It is unfortunate that an editorial that starts out taking an IT engineers view devolves so quickly to ranting.
The fair, equitable, passing of elected positions from one term to the next is critical to our way of life. It is a violation of our inalienable rights to leave elections up to attorneys, media personalities, or national political machinations.
I am in favor of auditable, verifiable elections that give Americans confidence in the transfer of power at any level. Conversely, I am adamantly opposed to anything to the contrary.
Having said that let's set some facts straight:
The government, Congress, does not buy voting machines nor pay any companies to develop them. Individual states, counties, and voting precincts are making those decisions.
Comparing all software projects to already completed and sold software is a ridiculous form of logic. Though I and everyone else agree that changes need to be made, the statistics you are matching are a non-fit.
There are already fixes required and underway. You need to research topics you express opinions on. California, Maryland, and Ohio all have changes they require to all electronic voting systems in their states. The changes are good, especially California's printout/audit trail requirement.
Electronic voting - engineered well, manned by trained staff, and managed well by counties and states - is the most efficient and logical application of technology for this time intensive and hotly contested job.
Let's keep debating the why, how and who of it but don't fill up the air with uninformed noise.
There is too much of it already.
How does the very recent acceptance of "zero point energy" fit in with what science know about the beginning and the end?
It has been my observation that this is still hotly debated in academia along with serveral other foundational concepts of matter and time. So how can anyone claim they "know"?
Weren't we here before just before Einstein?
How about a response from IBM to all this SCO mud slinging?
And if the Linux source is open why does SCO need non-disclosure? It's not like the source code could be changed in all the million plus copies of linux in the market place?
It is unfortunate that an editorial that starts out taking an IT engineers view devolves so quickly to ranting. The fair, equitable, passing of elected positions from one term to the next is critical to our way of life. It is a violation of our inalienable rights to leave elections up to attorneys, media personalities, or national political machinations. I am in favor of auditable, verifiable elections that give Americans confidence in the transfer of power at any level. Conversely, I am adamantly opposed to anything to the contrary. Having said that let's set some facts straight: The government, Congress, does not buy voting machines nor pay any companies to develop them. Individual states, counties, and voting precincts are making those decisions. Comparing all software projects to already completed and sold software is a ridiculous form of logic. Though I and everyone else agree that changes need to be made, the statistics you are matching are a non-fit. There are already fixes required and underway. You need to research topics you express opinions on. California, Maryland, and Ohio all have changes they require to all electronic voting systems in their states. The changes are good, especially California's printout/audit trail requirement. Electronic voting - engineered well, manned by trained staff, and managed well by counties and states - is the most efficient and logical application of technology for this time intensive and hotly contested job. Let's keep debating the why, how and who of it but don't fill up the air with uninformed noise. There is too much of it already.
How does the very recent acceptance of "zero point energy" fit in with what science know about the beginning and the end? It has been my observation that this is still hotly debated in academia along with serveral other foundational concepts of matter and time. So how can anyone claim they "know"? Weren't we here before just before Einstein?
How about a response from IBM to all this SCO mud slinging? And if the Linux source is open why does SCO need non-disclosure? It's not like the source code could be changed in all the million plus copies of linux in the market place?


**Task**. For every line in the material below that holds "this", report the line.

**Dataset**.
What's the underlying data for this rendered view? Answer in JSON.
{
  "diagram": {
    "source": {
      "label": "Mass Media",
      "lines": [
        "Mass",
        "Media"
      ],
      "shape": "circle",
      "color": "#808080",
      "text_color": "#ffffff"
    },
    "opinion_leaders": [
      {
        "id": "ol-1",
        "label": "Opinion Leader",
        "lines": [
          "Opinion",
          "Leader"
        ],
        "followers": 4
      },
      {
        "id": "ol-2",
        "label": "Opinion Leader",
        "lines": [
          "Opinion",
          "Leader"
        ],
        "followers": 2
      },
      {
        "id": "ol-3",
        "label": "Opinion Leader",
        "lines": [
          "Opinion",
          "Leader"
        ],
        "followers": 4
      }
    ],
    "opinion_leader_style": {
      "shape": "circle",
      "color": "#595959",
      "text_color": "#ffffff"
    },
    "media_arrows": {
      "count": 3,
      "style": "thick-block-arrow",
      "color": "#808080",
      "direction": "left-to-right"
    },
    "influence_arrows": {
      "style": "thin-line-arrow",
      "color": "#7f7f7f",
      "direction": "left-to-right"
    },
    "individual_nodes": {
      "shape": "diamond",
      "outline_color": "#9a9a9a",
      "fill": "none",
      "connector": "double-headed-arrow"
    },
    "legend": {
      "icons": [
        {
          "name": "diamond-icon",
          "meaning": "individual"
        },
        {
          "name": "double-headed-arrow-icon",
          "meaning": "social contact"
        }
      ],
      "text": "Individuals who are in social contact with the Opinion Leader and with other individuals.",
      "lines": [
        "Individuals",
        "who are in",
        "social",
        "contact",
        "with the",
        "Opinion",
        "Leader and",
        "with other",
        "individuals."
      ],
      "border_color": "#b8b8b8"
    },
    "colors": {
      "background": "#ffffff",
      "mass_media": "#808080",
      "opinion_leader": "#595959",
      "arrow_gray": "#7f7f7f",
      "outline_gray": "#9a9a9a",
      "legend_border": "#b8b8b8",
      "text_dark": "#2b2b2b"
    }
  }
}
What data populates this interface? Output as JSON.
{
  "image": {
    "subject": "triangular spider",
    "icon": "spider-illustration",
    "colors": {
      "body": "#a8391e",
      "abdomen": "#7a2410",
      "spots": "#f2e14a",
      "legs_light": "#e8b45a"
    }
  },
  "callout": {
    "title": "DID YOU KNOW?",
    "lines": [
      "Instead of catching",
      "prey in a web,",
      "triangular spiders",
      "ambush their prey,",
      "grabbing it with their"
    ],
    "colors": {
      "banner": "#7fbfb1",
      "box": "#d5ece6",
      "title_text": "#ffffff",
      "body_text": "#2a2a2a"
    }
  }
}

==

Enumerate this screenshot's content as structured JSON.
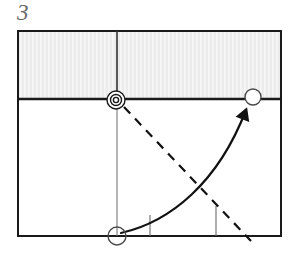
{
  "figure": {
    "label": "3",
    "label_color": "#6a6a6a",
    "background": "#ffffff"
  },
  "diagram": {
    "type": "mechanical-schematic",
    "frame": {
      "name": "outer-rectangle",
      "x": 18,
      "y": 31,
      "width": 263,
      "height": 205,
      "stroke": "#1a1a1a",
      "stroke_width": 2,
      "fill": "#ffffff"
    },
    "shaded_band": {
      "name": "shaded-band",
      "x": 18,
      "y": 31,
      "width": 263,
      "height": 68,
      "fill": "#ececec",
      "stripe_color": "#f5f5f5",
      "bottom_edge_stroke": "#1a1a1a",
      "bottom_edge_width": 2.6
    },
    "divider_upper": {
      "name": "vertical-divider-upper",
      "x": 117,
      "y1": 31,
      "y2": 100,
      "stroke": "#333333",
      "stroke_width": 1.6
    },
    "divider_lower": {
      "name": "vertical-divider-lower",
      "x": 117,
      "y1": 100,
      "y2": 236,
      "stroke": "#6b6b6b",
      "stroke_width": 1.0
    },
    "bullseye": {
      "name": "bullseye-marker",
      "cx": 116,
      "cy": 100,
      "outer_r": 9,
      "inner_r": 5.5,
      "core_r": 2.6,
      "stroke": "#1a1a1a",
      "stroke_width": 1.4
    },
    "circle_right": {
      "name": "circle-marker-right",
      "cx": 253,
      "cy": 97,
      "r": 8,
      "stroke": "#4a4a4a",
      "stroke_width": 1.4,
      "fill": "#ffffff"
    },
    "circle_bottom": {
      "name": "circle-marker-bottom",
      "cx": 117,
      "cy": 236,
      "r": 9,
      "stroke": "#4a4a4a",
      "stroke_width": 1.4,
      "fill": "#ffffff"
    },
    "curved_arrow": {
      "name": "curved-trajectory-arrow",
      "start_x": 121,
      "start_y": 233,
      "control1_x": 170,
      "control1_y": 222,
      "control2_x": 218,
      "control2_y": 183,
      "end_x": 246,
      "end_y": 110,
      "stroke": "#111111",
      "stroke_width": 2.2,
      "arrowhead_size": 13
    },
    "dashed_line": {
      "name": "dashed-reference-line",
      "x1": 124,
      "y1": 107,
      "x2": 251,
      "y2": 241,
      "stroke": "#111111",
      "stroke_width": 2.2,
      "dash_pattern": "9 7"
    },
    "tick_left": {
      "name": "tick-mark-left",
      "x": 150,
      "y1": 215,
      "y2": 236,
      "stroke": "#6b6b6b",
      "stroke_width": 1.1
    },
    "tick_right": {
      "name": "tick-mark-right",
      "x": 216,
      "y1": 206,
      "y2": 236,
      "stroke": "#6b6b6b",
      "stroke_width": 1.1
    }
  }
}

* * *

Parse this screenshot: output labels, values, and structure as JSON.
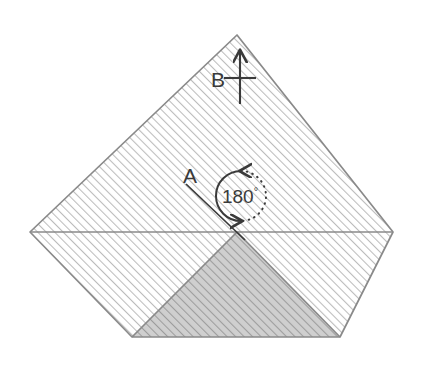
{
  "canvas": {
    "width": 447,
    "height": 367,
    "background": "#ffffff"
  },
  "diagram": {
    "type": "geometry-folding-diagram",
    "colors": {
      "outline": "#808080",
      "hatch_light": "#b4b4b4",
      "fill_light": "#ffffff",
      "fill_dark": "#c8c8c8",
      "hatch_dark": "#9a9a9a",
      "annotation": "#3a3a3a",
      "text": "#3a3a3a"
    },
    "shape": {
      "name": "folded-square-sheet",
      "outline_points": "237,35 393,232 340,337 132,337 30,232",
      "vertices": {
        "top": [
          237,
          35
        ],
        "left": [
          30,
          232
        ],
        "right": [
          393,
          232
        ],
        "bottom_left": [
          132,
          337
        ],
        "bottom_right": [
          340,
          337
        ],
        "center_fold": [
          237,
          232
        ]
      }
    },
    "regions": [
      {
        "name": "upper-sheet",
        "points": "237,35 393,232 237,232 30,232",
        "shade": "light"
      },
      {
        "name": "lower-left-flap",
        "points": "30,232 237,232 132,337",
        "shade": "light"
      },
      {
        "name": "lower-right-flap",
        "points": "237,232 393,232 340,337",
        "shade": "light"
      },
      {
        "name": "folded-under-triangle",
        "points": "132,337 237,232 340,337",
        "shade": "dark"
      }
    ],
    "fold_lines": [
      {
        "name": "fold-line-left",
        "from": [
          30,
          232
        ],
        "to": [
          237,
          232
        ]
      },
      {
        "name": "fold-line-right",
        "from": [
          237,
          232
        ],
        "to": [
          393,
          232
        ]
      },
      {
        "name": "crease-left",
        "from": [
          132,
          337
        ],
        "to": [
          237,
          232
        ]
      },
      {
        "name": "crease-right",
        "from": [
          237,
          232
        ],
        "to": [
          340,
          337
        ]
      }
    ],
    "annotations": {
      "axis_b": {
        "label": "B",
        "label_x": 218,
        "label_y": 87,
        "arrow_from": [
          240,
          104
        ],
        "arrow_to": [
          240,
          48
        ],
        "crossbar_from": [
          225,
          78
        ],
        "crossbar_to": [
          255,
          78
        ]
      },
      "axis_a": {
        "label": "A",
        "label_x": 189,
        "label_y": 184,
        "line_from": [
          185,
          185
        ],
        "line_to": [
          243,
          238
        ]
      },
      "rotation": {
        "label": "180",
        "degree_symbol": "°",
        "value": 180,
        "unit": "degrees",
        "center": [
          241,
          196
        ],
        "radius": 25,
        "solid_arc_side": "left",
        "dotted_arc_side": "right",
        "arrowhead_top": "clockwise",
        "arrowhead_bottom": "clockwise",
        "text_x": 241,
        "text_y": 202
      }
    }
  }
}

**Completed exercise**.
What's the underlying data for this rendered view? Answer in JSON.
What data populates this interface? Output as JSON.
Enumerate this screenshot's content as structured JSON.
Parse this screenshot: output labels, values, and structure as JSON.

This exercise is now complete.